BILL [checked] Garn!
SHIRLEY. You'll see.
BILL [his resolution oozing] Well, I ain't done nothin to er.
SHIRLEY. Spose she said you did! who'd believe you?
BILL [very uneasy, skulking back to the corner of the penthouse]
Gawd! There's no jastice in this country. To think wot them
people can do! I'm as good as er.
SHIRLEY. Tell her so. It's just what a fool like you would do.
Barbara, brisk and businesslike, comes from the shelter with a
note book, and addresses herself to Shirley. Bill, cowed, sits
down in the corner on a form, and turns his back on them.
BARBARA. Good morning.
SHIRLEY [standing up and taking off his hat] Good morning, miss.

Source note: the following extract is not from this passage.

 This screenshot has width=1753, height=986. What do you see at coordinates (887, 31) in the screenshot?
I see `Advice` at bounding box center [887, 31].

BARBARA. Sit down: make yourself at home. [He hesitates; but she
puts a friendly hand on his shoulder and makes him obey]. Now
then! since you've made friends with us, we want to know all
about you. Names and addresses and trades.

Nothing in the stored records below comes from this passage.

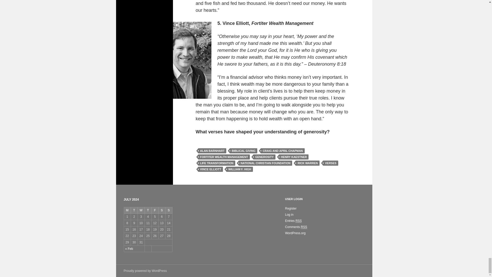  I want to click on Saturday, so click(162, 210).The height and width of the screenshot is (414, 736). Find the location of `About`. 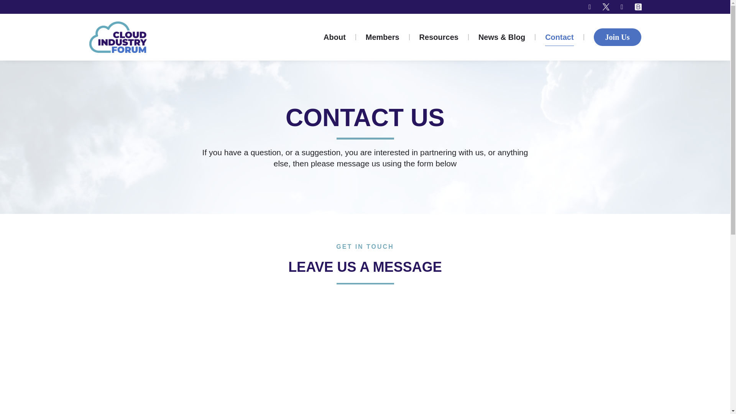

About is located at coordinates (335, 37).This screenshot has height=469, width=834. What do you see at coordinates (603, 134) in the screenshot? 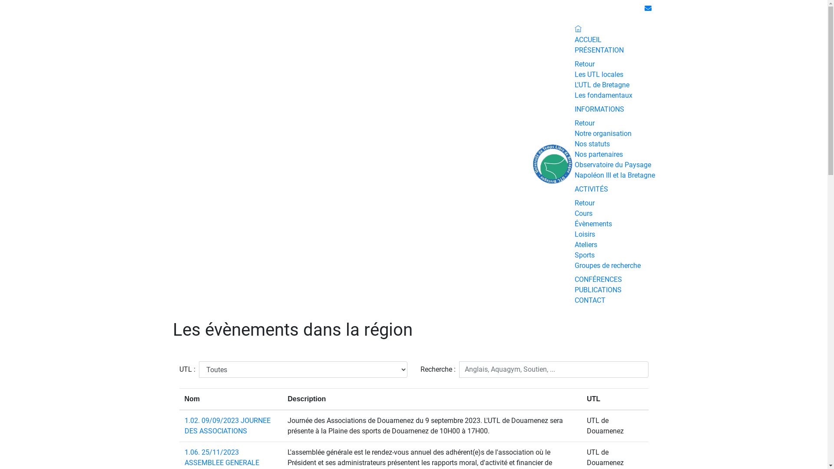
I see `Notre organisation` at bounding box center [603, 134].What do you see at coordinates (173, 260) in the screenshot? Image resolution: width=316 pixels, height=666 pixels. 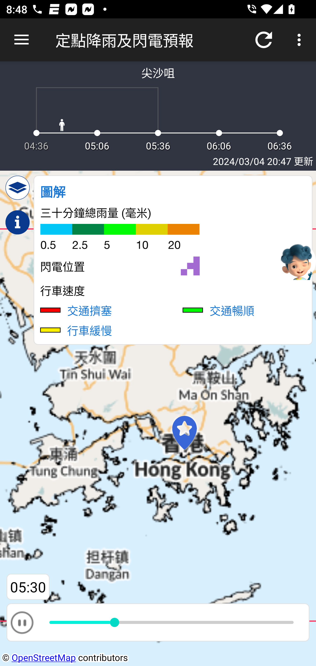 I see `圖解 三十分鐘總雨量 (毫米) 降雨圖解 閃電位置 行車速度 交通擠塞 交通暢順 行車緩慢` at bounding box center [173, 260].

SHIRLEY. Peter Shirley. Fitter. Chucked out two months ago
because I was too old.
BARBARA [not at all surprised] You'd pass still. Why didn't you
dye your hair?
SHIRLEY. I did. Me age come out at a coroner's inquest on me
daughter.
BARBARA. Steady?
SHIRLEY. Teetotaller. Never out of a job before. Good worker. And
sent to the knockers like an old horse!
BARBARA. No matter: if you did your part God will do his.
SHIRLEY [suddenly stubborn] My religion's no concern of anybody
but myself.
BARBARA [guessing] I know. Secularist?
SHIRLEY [hotly] Did I offer to deny it?
BARBARA. Why should you? My own father's a Secularist, I think.

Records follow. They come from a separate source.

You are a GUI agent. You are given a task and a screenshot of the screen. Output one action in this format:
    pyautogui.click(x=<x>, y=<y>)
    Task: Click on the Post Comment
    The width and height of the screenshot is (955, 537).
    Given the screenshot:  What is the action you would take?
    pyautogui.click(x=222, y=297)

Our Father--yours and mine--fulfils himself in many ways; and I
daresay he knew what he was about when he made a Secularist of
you. So buck up, Peter! we can always find a job for a steady man
like you. [Shirley, disarmed, touches his hat. She turns from him
to Bill]. What's your name?
BILL [insolently] Wot's that to you?
BARBARA [calmly making a note] Afraid to give his name. Any
trade?
BILL. Who's afraid to give his name? [Doggedly, with a sense of
heroically defying the House of Lords in the person of Lord
Stevenage] If you want to bring a charge agen me, bring it. [She
waits, unruffled]. My name's Bill Walker.
BARBARA [as if the name were familiar: trying to remember how]
Bill Walker? [Recollecting] Oh, I know: you're the man that Jenny
Hill was praying for inside just now. [She enters his name in her
note book].
BILL. Who's Jenny Hill? And what call has she to pray for me?
BARBARA. I don't know. Perhaps it was you that cut her lip.